On chrome it works, but... after about 15 seconds my graphics card driver crashes and the demo goes black. While it was working the demo was very laggy.
On firefox it worked, perfectly. It was smoothly responsive and noise was barely noticeable after 3secs.
On internet Explorer, trying to change the scene presets causes mem usage to climb furiously to to the point you have to kill it. otherwise the demo run beautifully and was very responsive.
Doesn't seem to work well in Chrome on OS X. The scene is all green, with black rendering speckles accumulating all over. I can play for a few seconds, but can't see much after a little bit.
Worked well for me. It looks very very noisy for me though, much more so than the screenshots you have. Does it automatically scale the number of samples to get a playable frame rate?

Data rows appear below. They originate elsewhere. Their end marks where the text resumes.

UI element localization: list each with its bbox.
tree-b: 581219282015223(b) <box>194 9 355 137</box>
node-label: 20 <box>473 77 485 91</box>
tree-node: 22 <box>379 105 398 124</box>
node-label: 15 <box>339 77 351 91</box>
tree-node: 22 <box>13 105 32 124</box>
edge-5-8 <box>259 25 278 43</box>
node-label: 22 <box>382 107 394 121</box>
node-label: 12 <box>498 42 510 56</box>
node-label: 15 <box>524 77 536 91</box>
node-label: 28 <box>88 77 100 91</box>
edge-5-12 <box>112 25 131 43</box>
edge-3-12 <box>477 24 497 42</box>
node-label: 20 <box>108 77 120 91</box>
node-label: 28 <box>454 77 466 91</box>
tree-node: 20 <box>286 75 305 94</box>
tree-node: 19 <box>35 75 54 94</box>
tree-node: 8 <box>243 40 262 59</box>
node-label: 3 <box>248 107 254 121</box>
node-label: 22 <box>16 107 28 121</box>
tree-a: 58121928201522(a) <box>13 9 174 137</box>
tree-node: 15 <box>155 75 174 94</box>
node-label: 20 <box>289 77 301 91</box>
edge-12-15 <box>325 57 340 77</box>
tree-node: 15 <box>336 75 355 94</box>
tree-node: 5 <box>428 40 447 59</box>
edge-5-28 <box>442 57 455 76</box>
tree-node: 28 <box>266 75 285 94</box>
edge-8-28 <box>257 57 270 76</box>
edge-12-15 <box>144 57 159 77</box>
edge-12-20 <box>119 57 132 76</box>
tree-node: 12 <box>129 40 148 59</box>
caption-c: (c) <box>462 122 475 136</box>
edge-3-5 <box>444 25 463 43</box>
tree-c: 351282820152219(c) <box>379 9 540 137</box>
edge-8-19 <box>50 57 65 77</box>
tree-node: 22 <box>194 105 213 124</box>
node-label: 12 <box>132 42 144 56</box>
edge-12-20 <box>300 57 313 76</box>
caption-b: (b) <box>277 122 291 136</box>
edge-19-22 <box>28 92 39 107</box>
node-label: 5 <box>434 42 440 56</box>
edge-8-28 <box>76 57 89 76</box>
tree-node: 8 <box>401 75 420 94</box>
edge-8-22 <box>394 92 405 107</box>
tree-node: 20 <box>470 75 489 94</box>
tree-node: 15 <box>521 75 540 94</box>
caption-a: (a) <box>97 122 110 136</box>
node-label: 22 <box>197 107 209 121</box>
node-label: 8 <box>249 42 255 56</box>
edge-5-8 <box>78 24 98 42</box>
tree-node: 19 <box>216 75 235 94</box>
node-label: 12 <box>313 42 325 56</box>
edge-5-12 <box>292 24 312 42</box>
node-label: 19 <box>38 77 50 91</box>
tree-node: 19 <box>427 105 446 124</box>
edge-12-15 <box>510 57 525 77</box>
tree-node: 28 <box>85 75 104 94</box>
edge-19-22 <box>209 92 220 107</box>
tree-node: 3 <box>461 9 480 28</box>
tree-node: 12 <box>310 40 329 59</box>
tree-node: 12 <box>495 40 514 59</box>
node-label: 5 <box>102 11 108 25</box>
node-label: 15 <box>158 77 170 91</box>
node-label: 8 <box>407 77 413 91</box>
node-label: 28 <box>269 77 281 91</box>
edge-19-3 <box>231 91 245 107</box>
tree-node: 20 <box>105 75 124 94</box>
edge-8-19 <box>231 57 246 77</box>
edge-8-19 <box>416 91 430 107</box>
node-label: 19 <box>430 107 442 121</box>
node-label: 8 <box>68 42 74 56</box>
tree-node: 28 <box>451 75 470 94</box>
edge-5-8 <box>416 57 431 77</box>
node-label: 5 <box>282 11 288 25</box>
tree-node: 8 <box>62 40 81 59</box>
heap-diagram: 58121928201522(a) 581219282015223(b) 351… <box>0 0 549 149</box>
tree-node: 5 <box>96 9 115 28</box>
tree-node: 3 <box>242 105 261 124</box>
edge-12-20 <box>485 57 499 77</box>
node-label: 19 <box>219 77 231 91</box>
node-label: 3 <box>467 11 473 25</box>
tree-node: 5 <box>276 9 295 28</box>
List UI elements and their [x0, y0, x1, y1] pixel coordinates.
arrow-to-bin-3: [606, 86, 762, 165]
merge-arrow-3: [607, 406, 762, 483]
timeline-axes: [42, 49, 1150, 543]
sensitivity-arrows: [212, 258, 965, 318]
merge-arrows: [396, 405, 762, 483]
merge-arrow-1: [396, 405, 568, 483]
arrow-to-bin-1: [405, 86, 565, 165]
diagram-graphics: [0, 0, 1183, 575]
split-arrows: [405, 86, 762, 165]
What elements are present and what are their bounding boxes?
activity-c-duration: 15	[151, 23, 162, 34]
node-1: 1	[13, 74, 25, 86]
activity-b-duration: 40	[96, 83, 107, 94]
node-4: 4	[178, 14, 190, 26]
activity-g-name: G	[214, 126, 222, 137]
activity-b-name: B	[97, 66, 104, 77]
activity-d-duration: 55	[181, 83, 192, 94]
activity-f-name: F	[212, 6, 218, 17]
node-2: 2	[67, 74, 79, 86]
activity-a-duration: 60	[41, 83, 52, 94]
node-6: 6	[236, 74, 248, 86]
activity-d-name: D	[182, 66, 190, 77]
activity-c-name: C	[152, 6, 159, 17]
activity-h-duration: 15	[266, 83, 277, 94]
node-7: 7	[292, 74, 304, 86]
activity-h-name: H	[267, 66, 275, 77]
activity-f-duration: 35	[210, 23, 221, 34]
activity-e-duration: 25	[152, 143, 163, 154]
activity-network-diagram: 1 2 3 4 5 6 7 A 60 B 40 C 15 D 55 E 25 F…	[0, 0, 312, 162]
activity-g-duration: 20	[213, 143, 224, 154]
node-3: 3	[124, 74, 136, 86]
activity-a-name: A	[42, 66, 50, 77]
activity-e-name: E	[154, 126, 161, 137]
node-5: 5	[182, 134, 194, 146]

Works great in Chrome 39. I can see the noise but it looks like part of the style and not distracting at all. I love how it creates fear! They come at you when your back is turned. Though I found you can just run backwards in a circle to consistently dodge them, at least got 88.9 seconds that way.
The result is bright bluish and a lot of noise. I can move around with WASD but unsure of what to do. Both Chrome and FF yield same result. Running Ubuntu with nvidia GT750m(proprietary driver).
This is really interesting and fast-ish. Who is the target audience for this though? Is there a bridge to 3D apps and you are a render farm or what? I can't imagine a scenario where everything is online in a browser?
I will! I was wondering what's the use case? Same as any desktop 3d app but in browser? Was wondering, because in most studios I've been at you can't even access internet from workstations you work on.
Neat stuff. We have an SDK that allows you to use our V-Ray rendering and our WebGL embeds in your own applications. We even license our full code base. Might be a solution to move your stuff ahead faster and also share our render farm.
I love the way it's at the end of the ray tracing that the quality seems, visually, to improve dramatically. It's almost as if, perceptually, a lot of noise or a bit of noise are quite similar, but no noise is hugely more pleasing to the eye. This also explains why some of the lower megapixel cameras which create less pixel noise sometimes have better perceptual quality.
Here is my experience.
On chrome it works, but... after about 15 seconds my graphics card driver crashes and the demo goes black. While it was working the demo was very laggy.
On firefox it worked, perfectly. It was smoothly responsive and noise was barely noticeable after 3secs.
On internet Explorer, trying to change the scene presets causes mem usage to climb furiously to to the point you have to kill it. otherwise the demo run beautifully and was very responsive.